City of Bath


Our Community
Visiting Bath
Bath Government

Visiting Bath
Search:
Entire Site
Visiting Bath


Bath Government

Home > Visiting Bath > History

History


 



Abenaki Indians called the area Sagadahoc, meaning "mouth of big river." It was a reference to the Kennebec River, which Samuel de Champlain explored in 1605. Popham Colony was established in 1607 downstream, together with Fort St. George. The settlement would fail due to a lack of leadership and harsh weather, but the colonists built the first oceangoing vessel constructed by English shipwrights in the New World, the Virginia of Sagadahoc. It provided them passage back to England.

 

The next settlement at Sagadahoc was about 1660, when land titles were purchased from an Indian sagamore known as Robinhood. Incorporated as part of Georgetown in 1753, Bath was set off and incorporated as a town on February 17, 1781. It was named by the postmaster, Dummer Sewell, after Bath in Somerset, England. In 1844, a portion of the town was set off to create West Bath. On June 14, 1847, Bath was incorporated as a city, and in 1854 designated county seat. Land would be annexed from West Bath in 1855.

Several industries developed in the city, including the manufacture of lumber, iron and brass, with trade in ice and coal. But Bath is renowned for shipbuilding, which began here in 1743 when Jonathan Philbrook and his sons built 2 vessels. Since then, roughly 5,000 vessels have been launched in the area, which at one time had more than 200 shipbuilding firms. Bath became the nation's fifth largest seaport by the mid-1800s, producing clipper ships which sailed to ports around the world. The last commercial enterprise to build wooden ships in the city was the Percy & Small Shipyard, which was acquired for preservation in 1971 by the Maine Maritime Museum. But the most famous shipyard is the Bath Iron Works, founded in 1884 by Thomas W. Hyde. It has built hundreds of wooden and steel vessels, mostly warships for the U.S. Navy. During World War II, Bath Iron Works launched a new ship every 17 days. The shipyard is a major regional employer, and operates today as a division of the General Dynamics Corporation.

The city is noted for fine FederalGreek Revival, and Italianate architecture, including the 1858 Custom House and Post Office designed by Ammi B. Young. Bath is sister city to Shariki (now Tsugaru) in Japan, where the locally-built full rigged ship Cheseborough was wrecked in 1889. Scenes from the movies Message in a Bottle (1999) and The Man Without a Face (1993) were filmed in the city.

 

This information was posted on Wikipedia, at http://en.wikipedia.org/wiki/Bath,_Maine

 

For more information about Bath's history, please contact the Bath History Room at www.patten.lib.me.us/history  .... the Maine Maritime Museum at  www.mainemaritimemuseum.org ..... or Sagadahoc Preservation, Inc at www.sagadahocpreservation.org

 

You can download an audio walking tour of Bath's historical architecture here: www.cityofbath.com/visiting_pages_694_pub.html

See something that needs to be updated?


» Exercise
Provide an exact copy of the data, excluding the images.

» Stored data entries
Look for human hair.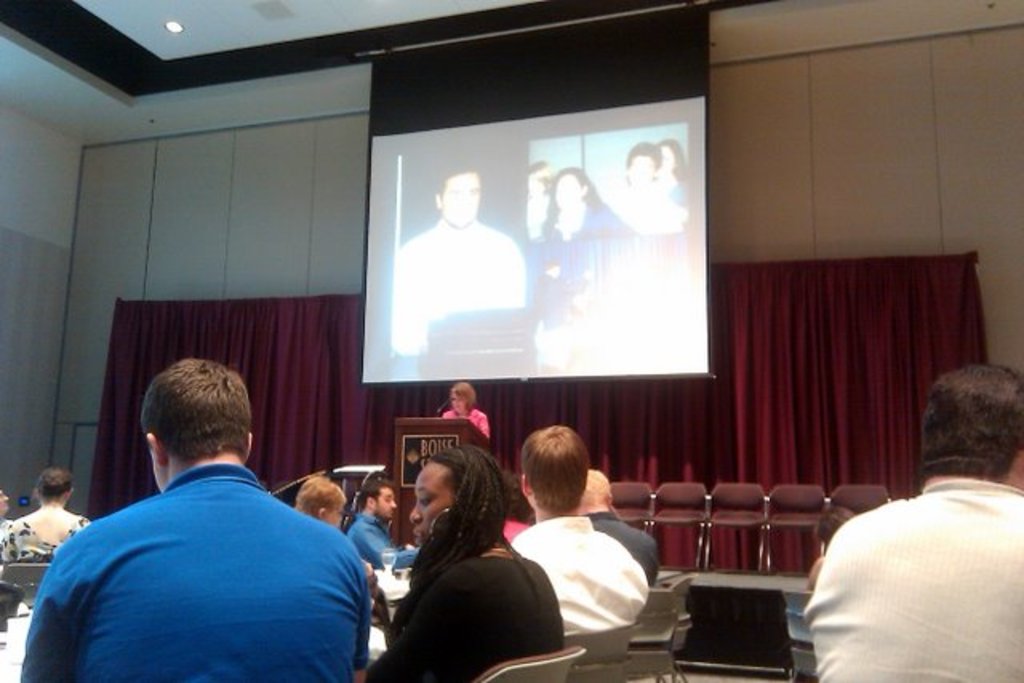
Found: <region>917, 361, 1022, 481</region>.
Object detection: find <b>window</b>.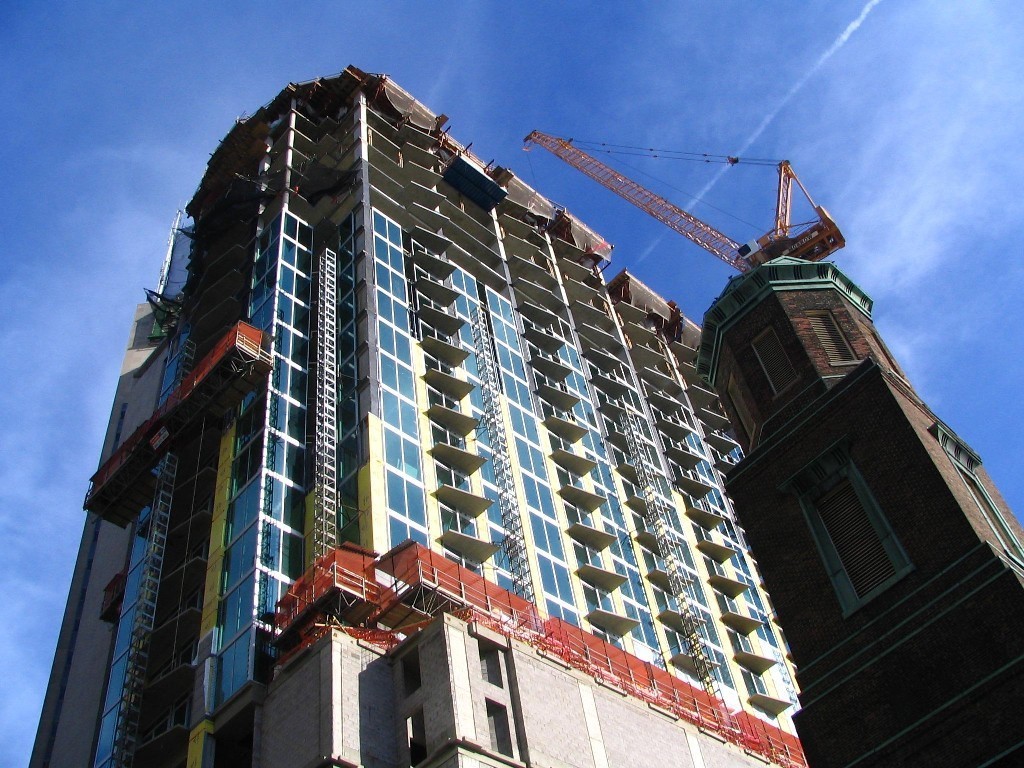
box=[386, 465, 428, 524].
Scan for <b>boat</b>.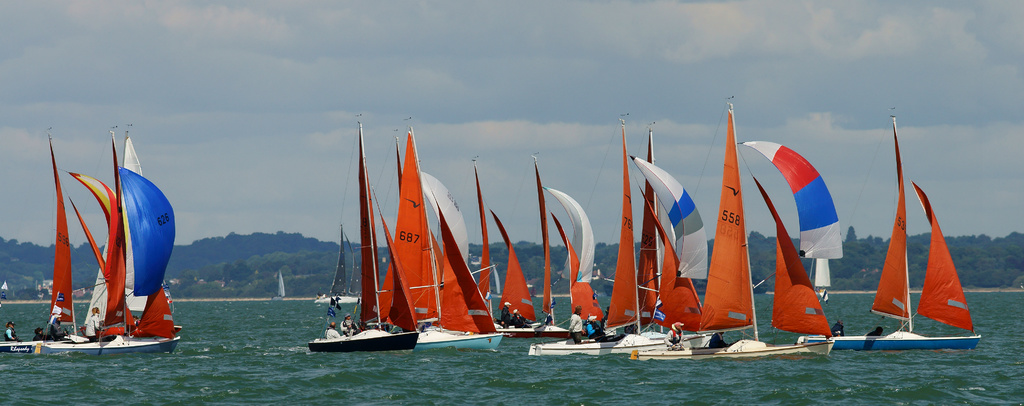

» Reply
Look for human hair.
Found: <region>917, 361, 1022, 481</region>.
Object detection: find <b>window</b>.
box=[386, 465, 428, 524].
Scan for <b>boat</b>.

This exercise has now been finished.